Technology increases the capacity to surveil and control, combining crime control and
containment with the possibility of pre-emption (Bowling et al., 2008; Marx, 2005;
Wilson, 2006). In doing so, as Katja Franko Aas (2005: 208) claims, ‘contemporary
technological paraphernalia […] not only enables fortification of the border, it also
reshapes the border according to its own logic’.
This article explores how risk and security are engaged by those that create security
technologies. It is based on a social science study of an EU-funded technology research
project in which scientists and laboratories across Europe engaged with end-user border
guards to develop a handheld device to detect CBRNE (chemical, biological, radiologi-
cal, nuclear and explosive)1 smuggling at EU borders. The article contributes to the
growing engagement with borders and risk across the fields of criminology and security
studies (Aradau and Van Munster, 2009; Bigo, 2016; Crawford and Hutchinson, 2016;
Mythen and Walklate, 2016b). It expands knowledge of the governance of security
(Wood and Shearing, 2007) by highlighting the role played by research groups and labo-
ratories in shaping emerging modalities of transnational policing in the context of inter-
national terrorism. In doing so we show how diverse actors’ engagement with different
forms of risk, ways of knowing risk and security narratives combined and redirected
technology from catastrophic risks of CBRNE terrorism towards wider materials and
modes of policing at borders by detecting cocaine, tobacco, explosives and radiation.

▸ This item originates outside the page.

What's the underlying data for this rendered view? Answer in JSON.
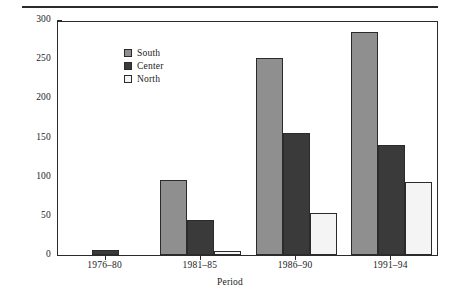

We draw on concepts from science and technology studies (STS) to engage the social
and political dimensions of the processes of technology development within the labora-
tory as a crucial component in the determination of seemingly neutral and objective
rationalities deployed by the technology. We argue that a device is more than just a tech-
nological tool and should be seen as an important component in the process of transna-
tional policing (Bowling and Sheptycki, 2015) and in the deployment of specific
rationalities in the governance of security. We ask, given the heterogeneous nature of the
scientific process, how are supposedly apolitical, technical, ‘objective’ facts of risk for-
mulated to create the rationale for a device alleviating risk? Engaging STS allows us to
open the ‘black box’ of technology to scrutiny by exploring how the device is built.